-->
Save your FREE seat for Streaming Media Connect in November. Register Now!

The Envelope, Please?

Article Featured Image

Pulitzer Prize-winning historian Garry Wills wrote that on Inauguration Day 1977, Gerald Ford handed his successor Jimmy Carter three envelopes and instructed him, “Open these one at a time as problems become overwhelming.”

A year into his presidency, Carter opened the first envelope, and the note inside said, “Attack Jerry Ford,” so he did. A year later, Carter opened the second envelope. It said, “Attack the Federal Reserve.” He did. Three years in, beset by multiple crises, Carter opened the third envelope. The note read, “Prepare three envelopes.”

One might imagine Blockbuster Video’s John Antioco (who in 2000 famously laughed off Netflix’s co-founders’ attempt to sell him their startup for $50 million) presenting Netflix’s Reed Hastings with three envelopes the day Netflix claimed the entertainment media delivery crown. Antioco might have recommended opening the envelopes as churn rates climbed or subscriber loss rose.

Inside the first envelope, Hastings might have found a note that read, “Start selling ads.” In July 2022, Netflix announced an ad-supported tier set to debut by the end of the year, with Microsoft providing the underlying tech.

The note in the second envelope might have read, “Start releasing shows one episode at a time (even though you said you never would). More waiting, less churning.” Perhaps Hastings peeked at Envelope 2 before splitting season 4 of Stranger Things into two “volumes” released a month apart, the first step on a slippery slope.

What might the third envelope have revealed?

Admittedly, living and dying by quarterly earnings summaries and short-term shareholder valuations is something we’re all susceptible to in the post-Jack Welch era and would do well to avoid. Maybe we just need to (Netflix and) chill.

Then again, Evan Shapiro made an excellent point during Streaming Media Connect when he said that every Netflix price hike raises hackles and accelerates churn, but Amazon Prime increases often go practically unnoticed because the price hike is distributed across so many other services that it isn’t regarded as streaming price-gouging per se. That’s one challenge Netflix faces when compared with this particular rival that’s unlikely to ever go away.

Streaming Covers
Free
for qualified subscribers
Subscribe Now Current Issue Past Issues
Related Articles

Amazon Prime Adds Ad-Supported: Not Too Late for Tiers

September 22 brought the unsurprising news that Amazon will soon join Netflix, Disney+, and Max by adding an ad-supported subscription tier for viewing its premium content in the U.S., the U.K., Germany, and Canada. Prime being Prime, it's slightly inverting the approach its fellow top-tier titans have taken. Instead of offering a reduced subscription price for those budget-conscious viewers who are willing to suffer through a few ads in their premium shows, Amazon is making the ad tier the default and tacking on $2.99 to its ad-free tier.

Following Q2 Earnings Report Netflix Facing Uphill Climb for Building Ad Revenue

Jason Fairchild, CEO of growth marketing CTV ad platform tvScientific, weighs in on the Netflix Q2 earnings report and the challenges the premium OTT platform faces in growing ad revenue in the near- and long-term

Stars, Strikes, Streaming, and a Reckoning on Rock-Bottom Residuals

Largely at issue in the first simultaneous WGA and SAG-AFTRA strikes in 60+ years are legacy residual rates in expired contracts that no longer reflect either the prevalence of streaming or the profit it brings to studios.

Max, Netflix, Off-Licensing, and The Real World

Perhaps the most surprising HBO outplacement news came just at this writing in late June, when WBD revealed that it was "in talks" to license the five-season HBO comedy series Insecure and other DFA'd HBO titles to Netflix, the first time HBO has ever let a tier-one original content competitor get its hands on HBO content. Like selling ads and staggered season releases for Netflix, for HBO, cutting such a deal with a premium rival was internally frowned-upon if not strictly verboten until recently.

What Else Did We Get Wrong?

Based on what I'm hearing from a wide array of streaming producers, the heightened demand for streaming live events that we expected to be a natural outcome of its COVID-era ascendancy is either evaporating or simply hasn't materialized.

Predicting a FAST-Approaching Future

In the last month of 2022, my inbox filled with predictions for 2023 from industry soothsayers of every variety, a phenomenon I found so fascinating that I gathered up the most interesting and posted them. Of course, the very nature of making predictions is sharing information you don't really have and guessing at a future you can't possibly see.

Where and When to Look

When it comes to knowing where to look to stay on top of the most meaningful developments in the streaming world, one simple maxim is not to always be tracking Netflix's stock price or churn rate to the exclusion of everything else, and at Streaming Media, we try to direct your gaze to the right places.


Each line of the data below holding the word "changes" must be copied.

##### INPUT DATA

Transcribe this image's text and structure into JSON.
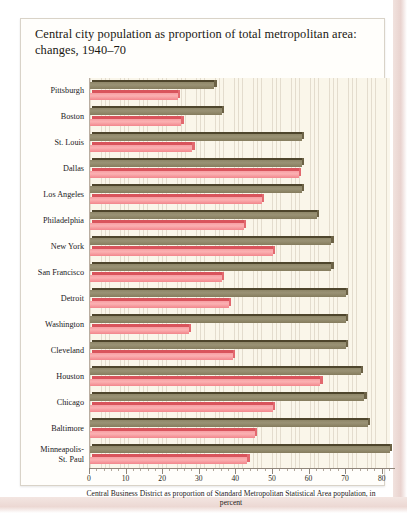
{
  "title": "Central city population as proportion of total metropolitan area: changes, 1940–70",
  "legend": {
    "items": [
      {
        "label": "1940",
        "color": "#8e8668",
        "icon": "cube-swatch-icon"
      },
      {
        "label": "1970",
        "color": "#f79fa3",
        "icon": "cube-swatch-icon"
      }
    ]
  },
  "axis_caption": "Central Business District as proportion of\nStandard Metropolitan Statistical Area population, in percent",
  "chart_data": {
    "type": "bar",
    "orientation": "horizontal",
    "title": "Central city population as proportion of total metropolitan area: changes, 1940–70",
    "xlabel": "Central Business District as proportion of Standard Metropolitan Statistical Area population, in percent",
    "ylabel": "",
    "xlim": [
      0,
      82
    ],
    "xticks": [
      0,
      10,
      20,
      30,
      40,
      50,
      60,
      70,
      80
    ],
    "xticklabels": [
      "0",
      "10",
      "20",
      "30",
      "40",
      "50",
      "60",
      "70",
      "80"
    ],
    "grid": "vertical-hairlines",
    "legend_position": "top-right",
    "categories": [
      "Pittsburgh",
      "Boston",
      "St. Louis",
      "Dallas",
      "Los Angeles",
      "Philadelphia",
      "New York",
      "San Francisco",
      "Detroit",
      "Washington",
      "Cleveland",
      "Houston",
      "Chicago",
      "Baltimore",
      "Minneapolis-\nSt. Paul"
    ],
    "series": [
      {
        "name": "1940",
        "color": "#8e8668",
        "values": [
          34,
          36,
          58,
          58,
          58,
          62,
          66,
          66,
          70,
          70,
          70,
          74,
          75,
          76,
          82
        ]
      },
      {
        "name": "1970",
        "color": "#f79fa3",
        "values": [
          24,
          25,
          28,
          57,
          47,
          42,
          50,
          36,
          38,
          27,
          39,
          63,
          50,
          45,
          43
        ]
      }
    ]
  }
}
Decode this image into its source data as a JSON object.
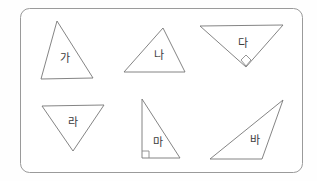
{
  "figure": {
    "background_color": "#fefefe",
    "panel": {
      "name": "rounded-rectangle-panel",
      "x": 20,
      "y": 8,
      "width": 283,
      "height": 165,
      "corner_radius": 9,
      "stroke_color": "#9a9a9a",
      "fill_color": "#ffffff"
    },
    "stroke_color": "#767676",
    "label_color": "#3c3c3c",
    "triangles": [
      {
        "id": "triangle-ga",
        "label": "가",
        "points": "57,21 41,79 93,78",
        "label_x": 65,
        "label_y": 59,
        "kind": "acute-scalene",
        "right_angle": null
      },
      {
        "id": "triangle-na",
        "label": "나",
        "points": "163,28 124,72 185,72",
        "label_x": 159,
        "label_y": 56,
        "kind": "acute-scalene",
        "right_angle": null
      },
      {
        "id": "triangle-da",
        "label": "다",
        "points": "200,26 283,25 246,67",
        "label_x": 243,
        "label_y": 44,
        "kind": "right-triangle-inverted",
        "right_angle": {
          "marker": "diamond",
          "x": 246,
          "y": 60,
          "size": 5
        }
      },
      {
        "id": "triangle-ra",
        "label": "라",
        "points": "42,106 104,105 73,151",
        "label_x": 73,
        "label_y": 123,
        "kind": "isosceles-inverted",
        "right_angle": null
      },
      {
        "id": "triangle-ma",
        "label": "마",
        "points": "142,99 142,158 180,158",
        "label_x": 158,
        "label_y": 143,
        "kind": "right-triangle",
        "right_angle": {
          "marker": "square",
          "x": 142,
          "y": 158,
          "size": 7
        }
      },
      {
        "id": "triangle-ba",
        "label": "바",
        "points": "283,100 210,159 262,159",
        "label_x": 255,
        "label_y": 141,
        "kind": "obtuse-scalene",
        "right_angle": null
      }
    ]
  }
}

##########

TASK RESPONSE:
  "title": "Central city population as proportion of total metropolitan area: changes, 1940–70",
    "title": "Central city population as proportion of total metropolitan area: changes, 1940–70",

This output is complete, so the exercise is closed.